🤖 AI Summary
To address challenges in flight trajectory prediction (FTP)—including high computational complexity of Koopman operator estimation, lengthy training times, poor interpretability, and difficulty modeling nonlinear dynamics—this paper proposes a data-driven modeling framework integrating HIPPO basis functions, Koopman theory, and structured state-space equations. The method directly learns a low-dimensional linear Koopman operator from observational data, bypassing explicit identification of high-dimensional nonlinear dynamics. This reduces the number of parameters by an order of magnitude and cuts memory consumption by over 50%, while achieving training efficiency comparable to the CUDA-disabled Mamba module. The resulting model preserves strong interpretability and native compatibility with control design. By unifying time-series forecasting and closed-loop control within a single, efficient paradigm, the framework advances both predictive accuracy and deployability for aerospace applications.
📝 Abstract
The Koopman theory is a powerful and effective modeling tool for converting nonlinear systems into linear representations, and flight trajectory prediction (FTP) is a complex nonlinear system. However, current models applying the Koopman theory to FTP tasks are not very effective, model interpretability is indeed an issue, and the Koopman operators are computationally intensive, resulting in long training times. To address this issue, this paper proposes a new modeling and control framework based on the HIPPO method, the Koopman theory, and state space equations from cybernetics: FlightKooba. Inspired by the idea of structural state space equations, FlightKooba directly constructs the Koopman operators from data.

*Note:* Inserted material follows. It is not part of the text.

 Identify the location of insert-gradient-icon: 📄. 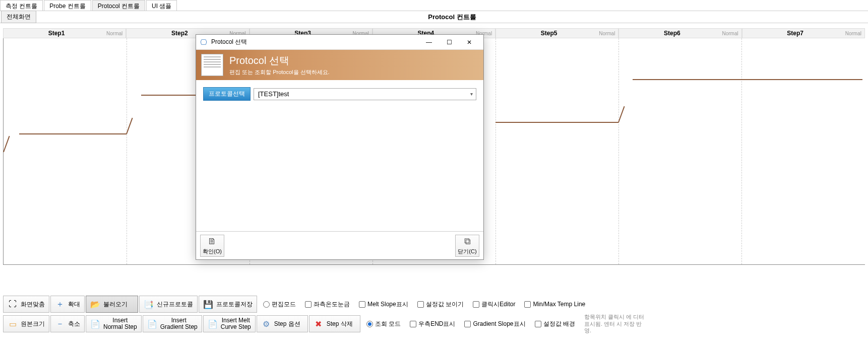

This makes the framework highly interpretable and significantly reduces the number of trainable parameters in the module, thereby greatly reducing training time. Experiments have demonstrated the superiority of the FlightKooba modeling method in terms of time and memory consumption (training time comparable to the Mamba module without using CUDA-level acceleration; memory reduced by more than 50% on most datasets, with a tenfold reduction in the number of parameters), essentially completing the FTP task. It provides a new method for the fast computation of the Koopman operators, opening up new possibilities for the combination of time series forecasting and control.